Published: Sunday, Sep. 21, 2008 | Page 1A

ALTURAS – Moments after he saw the centuries-old junipers on the ground, Glenn Fair felt sick to his stomach.

A 60-year-old fishing guide from rural Lassen County, Fair has nothing against thinning forests to protect them from fire and disease. But the barren, dusty swath of stumps and downed junipers logged from public land last year and the adjacent house-high pile of wood chips was not that kind of cut.

Not only were trees mowed down across nearly 300 acres, they were leveled under a banner of ecological restoration, energy independence and climate-friendly power. It was portrayed as a win-win by the federal government, which was paying for the removal to undo the legacy of poor land management.

But to Fair, burning old-growth junipers in a wood-fired power plant to battle global warming just doesn't make sense.

"These trees are our carbon collectors," he said. "It's no different than if you went into a rain forest and cut it down."

The government's so-called "stewardship project" here in rugged, remote northeast California is a lens through which to view the changing nature of forestry. No longer is managing woodlands in California just about balancing jobs and the environment. These days, carbon, climate and restoration are part of the equation.

Juggling that mix is no easy task.

"There are no simple, formulaic answers," said Laurie Wayburn, president of the Pacific Forest Trust, which manages North Coast redwoods for lumber and carbon. "Climate change is challenging us to think more quickly and deeply at the same time."

Even government officials acknowledge that the Modoc County job – designed to restore the land to its more open, range-like pre-settlement condition – was botched.

"That cut was heavier than we wanted," said Peter Hall, a forester with the U.S. Bureau of Land Management. "We're learning from our mistakes and moving on."

New plan covers 1.2 million acres

This spring, the bureau and the U.S. Forest Service announced plans to dramatically expand the scope of the cutting. According to a more than 500-page environmental impact statement, the two agencies propose to use cutting and burning to eradicate junipers across 1.2 million acres – an area more than 11,000 times larger than Arco Arena and its parking lots.

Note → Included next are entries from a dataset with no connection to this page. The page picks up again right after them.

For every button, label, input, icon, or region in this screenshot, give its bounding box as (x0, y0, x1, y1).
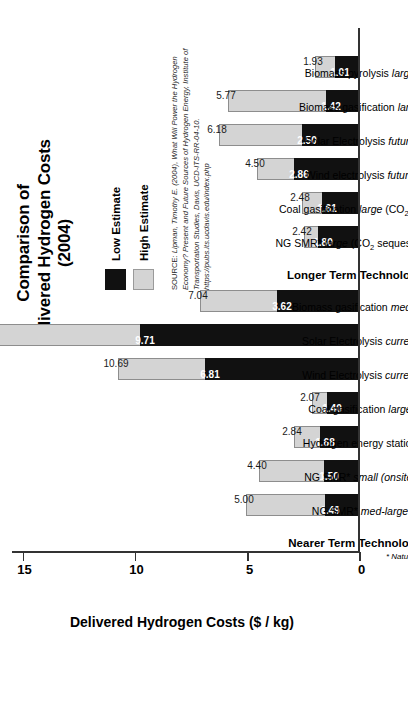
bar-value-high: 4.50 (245, 158, 264, 169)
bar-value-high: 10.69 (103, 358, 128, 369)
category-label: NG SMR* large (CO2 sequestered) (275, 237, 408, 252)
bar-value-low: 3.62 (272, 301, 291, 312)
category-label: Biomass gasification large (299, 101, 408, 113)
group-header-nearer: Nearer Term Technologies (10, 522, 358, 552)
bar-slot[interactable]: 28.199.71Solar Electrolysis current (10, 318, 358, 352)
bar-slot[interactable]: 6.182.50Solar Electrolysis future (10, 118, 358, 152)
x-axis-tick-label: 5 (240, 562, 258, 577)
bar-segment-high[interactable]: 28.19 (0, 324, 140, 346)
bar-value-high: 1.93 (303, 56, 322, 67)
x-axis-tick-label: 0 (353, 562, 371, 577)
bar-slot[interactable]: 2.841.68Hydrogen energy station (10, 420, 358, 454)
bar-value-high: 2.48 (291, 192, 310, 203)
bar-value-low: 6.81 (200, 369, 219, 380)
category-label: Solar Electrolysis future (305, 135, 408, 147)
bar-value-high: 2.84 (283, 426, 302, 437)
bar-value-high: 2.07 (300, 392, 319, 403)
group-header-label: Longer Term Technologies (287, 269, 408, 281)
bar-value-high: 5.00 (234, 494, 253, 505)
bar-value-high: 5.77 (217, 90, 236, 101)
plot-area: Nearer Term Technologies5.001.49NG SMR* … (8, 28, 360, 552)
bar-slot[interactable]: 2.481.61Coal gasification large (CO2 seq… (10, 186, 358, 220)
category-label: Wind electrolysis future (306, 169, 408, 181)
category-label: Biomass gasification medium (292, 301, 408, 313)
bar-group-container: Nearer Term Technologies5.001.49NG SMR* … (10, 28, 358, 552)
bar-slot[interactable]: 5.771.42Biomass gasification large (10, 84, 358, 118)
x-axis-tick-label: 10 (128, 562, 146, 577)
bar-value-high: 7.04 (188, 290, 207, 301)
x-axis-tick-label: 15 (16, 562, 34, 577)
bar-slot[interactable]: 2.071.40Coal gasification large (10, 386, 358, 420)
category-label: Wind Electrolysis current (302, 369, 408, 381)
group-header-label: Nearer Term Technologies (288, 537, 408, 549)
bar-value-high: 2.42 (292, 226, 311, 237)
bar-segment-high[interactable]: 10.69 (118, 358, 205, 380)
bar-slot[interactable]: 5.001.49NG SMR* med-large (10, 488, 358, 522)
bar-value-high: 6.18 (208, 124, 227, 135)
x-axis-tick (247, 552, 249, 561)
bar-slot[interactable]: 2.421.80NG SMR* large (CO2 sequestered) (10, 220, 358, 254)
footnote: * Natural Gas Steam Methane Reforming (386, 552, 408, 561)
bar-segment-high[interactable]: 6.18 (219, 124, 302, 146)
bar-value-high: 4.40 (247, 460, 266, 471)
chart-canvas: Comparison of Delivered Hydrogen Costs (… (0, 0, 408, 720)
category-label: NG SMR* small (onsite) (304, 471, 408, 483)
category-label: Solar Electrolysis current (302, 335, 408, 347)
bar-segment-high[interactable]: 4.50 (257, 158, 294, 180)
bar-slot[interactable]: 10.696.81Wind Electrolysis current (10, 352, 358, 386)
bar-slot[interactable]: 4.502.86Wind electrolysis future (10, 152, 358, 186)
x-axis-line (358, 28, 360, 552)
bar-slot[interactable]: 7.043.62Biomass gasification medium (10, 284, 358, 318)
category-label: Biomass pyrolysis large (305, 67, 408, 79)
bar-segment-high[interactable]: 7.04 (200, 290, 277, 312)
value-axis-line (12, 551, 360, 553)
bar-value-low: 9.71 (135, 335, 154, 346)
bar-slot[interactable]: 1.931.01Biomass pyrolysis large (10, 50, 358, 84)
x-axis-tick (359, 552, 361, 561)
category-label: Coal gasification large (CO2 seq.) (279, 203, 408, 218)
category-label: Hydrogen energy station (303, 437, 408, 449)
group-header-longer: Longer Term Technologies (10, 254, 358, 284)
bar-slot[interactable]: 4.401.50NG SMR* small (onsite) (10, 454, 358, 488)
x-axis-title: Delivered Hydrogen Costs ($ / kg) (8, 614, 356, 630)
x-axis-tick (135, 552, 137, 561)
figure-stage: Comparison of Delivered Hydrogen Costs (… (0, 0, 408, 720)
x-axis-tick (23, 552, 25, 561)
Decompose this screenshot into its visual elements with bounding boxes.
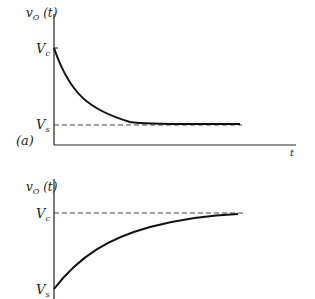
bottom-vc-label: Vc [36,207,50,223]
top-decay-curve [54,48,240,124]
top-vs-label: Vs [36,118,50,134]
top-y-axis-label: vO (t) [26,7,57,22]
top-vc-label: Vc [36,42,50,58]
panel-label-a: (a) [16,134,34,147]
bottom-y-axis-label: vO (t) [26,181,57,196]
top-x-axis-label: t [290,148,294,158]
bottom-vs-label: Vs [36,283,50,299]
bottom-rise-curve [54,214,238,289]
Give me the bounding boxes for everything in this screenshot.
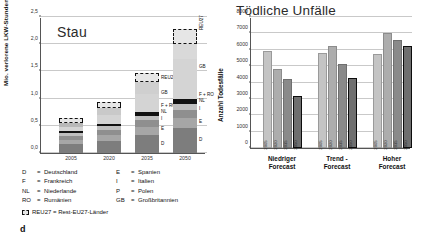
- left-ytick-label-2: 1,0: [31, 90, 38, 96]
- legend-item-P: P = Polen: [116, 187, 178, 196]
- right-y-axis-title: Anzahl Todesfälle: [217, 68, 224, 122]
- bar-year-label: 2005: [318, 140, 323, 149]
- bar-trend-2020: 2020: [328, 46, 337, 148]
- right-ytick-label-8: 8000: [236, 8, 248, 14]
- right-ytick-label-3: 3000: [236, 90, 248, 96]
- reu27-swatch-icon: [22, 210, 29, 215]
- segment-D-2020: [97, 141, 121, 154]
- segment-D-2005: [59, 144, 83, 153]
- right-ytick-label-1: 1000: [236, 123, 248, 129]
- legend-eq-GB: =: [131, 196, 138, 205]
- ytick-mark-2: [39, 97, 41, 98]
- left-xtick-2005: 2005: [65, 155, 77, 161]
- bar-niedriger-2005: 2005: [263, 51, 272, 148]
- bar-year-label: 2050: [403, 140, 408, 149]
- right-ytick-label-0: 0: [245, 139, 248, 145]
- seglabel-2035-D: D: [161, 142, 164, 147]
- r-ytick-mark-2: [249, 114, 251, 115]
- bar-hoher-2035: 2035: [393, 40, 402, 148]
- segment-E-2050: [173, 118, 197, 128]
- legend-eq-D: =: [37, 168, 44, 177]
- legend-eq-E: =: [131, 168, 138, 177]
- seglabel-2035-NL: NL: [161, 110, 167, 115]
- legend-name-reu27: REU27 = Rest-EU27-Länder: [32, 208, 108, 216]
- legend-eq-I: =: [131, 177, 138, 186]
- stacked-bar-2020: [97, 108, 121, 153]
- seglabel-2035-GB: GB: [161, 91, 168, 96]
- left-plot-area: Stau 0,0 0,5 1,0 1,5 2,0 2,5: [40, 18, 205, 154]
- bar-year-label: 2020: [273, 140, 278, 149]
- r-ytick-mark-5: [249, 65, 251, 66]
- left-ytick-label-4: 2,0: [31, 35, 38, 41]
- seglabel-2050-GB: GB: [199, 65, 206, 70]
- seglabel-2050-NL: NL: [199, 99, 205, 104]
- r-ytick-mark-3: [249, 97, 251, 98]
- r-ytick-mark-1: [249, 130, 251, 131]
- legend-item-E: E = Spanien: [116, 168, 178, 177]
- left-chart-panel: Mio. verlorene LKW-Stunden pro Tag Stau …: [0, 0, 214, 244]
- bar-niedriger-2020: 2020: [273, 69, 282, 148]
- seglabel-2050-E: E: [199, 120, 202, 125]
- reu27-box-2005: [59, 118, 83, 122]
- left-ytick-label-1: 0,5: [31, 117, 38, 123]
- reu27-box-2050: [173, 29, 197, 44]
- legend-item-D: D = Deutschland: [22, 168, 116, 177]
- legend-key-F: F: [22, 177, 37, 186]
- legend-key-NL: NL: [22, 187, 37, 196]
- legend-key-P: P: [116, 187, 131, 196]
- group-label-trend: Trend -Forecast: [324, 155, 351, 171]
- left-y-axis-title: Mio. verlorene LKW-Stunden pro Tag: [2, 0, 9, 86]
- bar-year-label: 2050: [348, 140, 353, 149]
- legend-key-I: I: [116, 177, 131, 186]
- segment-filler-2020: [97, 108, 121, 115]
- bar-year-label: 2020: [328, 140, 333, 149]
- segment-I-2050: [173, 110, 197, 118]
- bar-hoher-2020: 2020: [383, 33, 392, 148]
- segment-E-2035: [135, 127, 159, 135]
- right-ytick-label-6: 6000: [236, 41, 248, 47]
- left-xtick-2020: 2020: [103, 155, 115, 161]
- right-ytick-label-4: 4000: [236, 74, 248, 80]
- seglabel-2035-E: E: [161, 127, 164, 132]
- bar-year-label: 2005: [373, 140, 378, 149]
- panel-letter: d: [20, 224, 26, 234]
- ytick-mark-0: [39, 152, 41, 153]
- bar-niedriger-2035: 2035: [283, 79, 292, 148]
- r-ytick-mark-7: [249, 32, 251, 33]
- bar-year-label: 2035: [338, 140, 343, 149]
- legend-item-reu27: REU27 = Rest-EU27-Länder: [22, 208, 212, 216]
- legend-name-D: Deutschland: [44, 168, 77, 177]
- legend-name-RO: Rumänien: [44, 196, 71, 205]
- legend-eq-F: =: [37, 177, 44, 186]
- left-chart-title: Stau: [57, 24, 87, 40]
- right-ytick-label-2: 2000: [236, 106, 248, 112]
- bar-niedriger-2050: 2050: [293, 96, 302, 148]
- legend-item-F: F = Frankreich: [22, 177, 116, 186]
- segment-filler-2035: [135, 82, 159, 94]
- segment-D-2050: [173, 128, 197, 153]
- legend-name-NL: Niederlande: [44, 187, 76, 196]
- legend-key-D: D: [22, 168, 37, 177]
- legend-eq-P: =: [131, 187, 138, 196]
- legend-eq-NL: =: [37, 187, 44, 196]
- seglabel-2050-I: I: [199, 107, 200, 112]
- ytick-mark-3: [39, 70, 41, 71]
- legend-item-I: I = Italien: [116, 177, 178, 186]
- legend-name-GB: Großbritannien: [138, 196, 178, 205]
- left-ytick-label-5: 2,5: [31, 8, 38, 14]
- stacked-bar-2035: [135, 82, 159, 153]
- segment-D-2035: [135, 135, 159, 154]
- seglabel-2035-I: I: [161, 117, 162, 122]
- bar-year-label: 2035: [283, 140, 288, 149]
- bar-trend-2050: 2050: [348, 78, 357, 148]
- left-chart-legend: D = Deutschland F = Frankreich NL = Nied…: [22, 168, 212, 217]
- ytick-mark-4: [39, 43, 41, 44]
- legend-name-I: Italien: [138, 177, 154, 186]
- legend-key-RO: RO: [22, 196, 37, 205]
- gridline-5: [41, 16, 207, 17]
- bar-year-label: 2035: [393, 140, 398, 149]
- r-ytick-mark-4: [249, 81, 251, 82]
- left-ytick-label-3: 1,5: [31, 62, 38, 68]
- group-label-niedriger: NiedrigerForecast: [268, 155, 296, 171]
- stacked-bar-2005: [59, 123, 83, 154]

The reason for such dramatic action, they say, is to address historic land management mistakes, including heavy livestock grazing and fire suppression, that have allowed juniper woodlands to expand. That expansion has choked out grass and brush that support wildlife such as mule deer and sage grouse.

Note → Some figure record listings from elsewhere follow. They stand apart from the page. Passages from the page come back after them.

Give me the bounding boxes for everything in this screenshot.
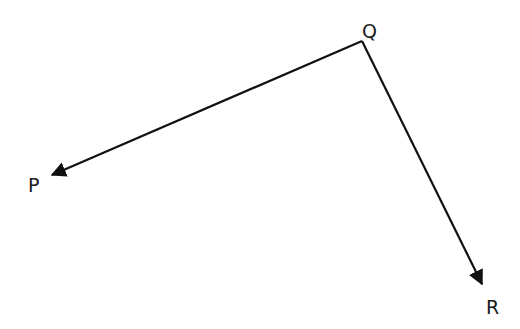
diagram-canvas: Q P R (0, 0, 520, 329)
label-p: P (28, 174, 39, 196)
label-q: Q (362, 20, 377, 42)
ray-qr (362, 41, 482, 284)
ray-qp (52, 41, 362, 175)
label-r: R (486, 296, 499, 318)
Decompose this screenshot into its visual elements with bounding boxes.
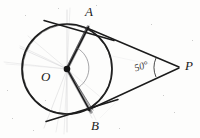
tangent-segment-bp — [88, 68, 179, 110]
label-point-b: B — [91, 119, 99, 132]
tangent-segment-ap — [87, 28, 179, 67]
angle-arc-o — [77, 48, 89, 87]
label-center-o: O — [41, 70, 50, 83]
tangent-point-b-dot — [88, 109, 90, 111]
figure-canvas — [0, 0, 200, 138]
label-point-p: P — [185, 59, 193, 72]
radius-ob — [67, 69, 93, 112]
tangent-line-through-a — [44, 21, 114, 41]
center-point-dot — [64, 66, 71, 73]
pencil-construction-marks — [4, 8, 150, 134]
angle-arc-p — [154, 58, 156, 77]
tangent-point-a-dot — [87, 27, 89, 29]
label-point-a: A — [85, 5, 93, 18]
geometry-figure: A B O P 50° — [0, 0, 200, 138]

"We're all in favor of forests," said Tim Burke, manager of the Bureau of Land Management's field office in Alturas. "However, what's happening here is not natural."

Others question the wisdom of cutting so many trees on the arid Modoc plateau at a time when rising global temperatures are increasing the risk of desertification – the spread of desert-like conditions.

"Almost anywhere else in the semi-arid world, forest cover of any density is viewed as an environmental asset," said Ronald Lanner, a retired Utah State University forestry professor who lives in Placerville.

What's more, some scientists say restoring the terrain to conditions that existed during the cooler 19th century – before global warming began to push temperatures higher – might not work.

"As a generalization, you really can't go back to the way it was," said John Helms, a retired University of California, Berkeley, forestry professor and former president of the Society of American Foresters. "In restoration, one should identify what vegetation best suits the land and society today, and ... the future, rather than 100 years ago."

Even within the Forest Service, not everyone agrees with the project's premise. Connie Millar, a research scientist with the agency's Sierra Nevada Research Center, said junipers are proliferating partly because of higher temperatures.

"I do believe there is a climate aspect," she wrote in an e-mail. And if that's the case, she added, trying to weed them out will prove costly, perhaps futile. "Removal may be a defensible socially desired goal. Nonetheless, I believe that it will take increasing effort, time, money. Eventually this may become a 'paddling upstream' practice.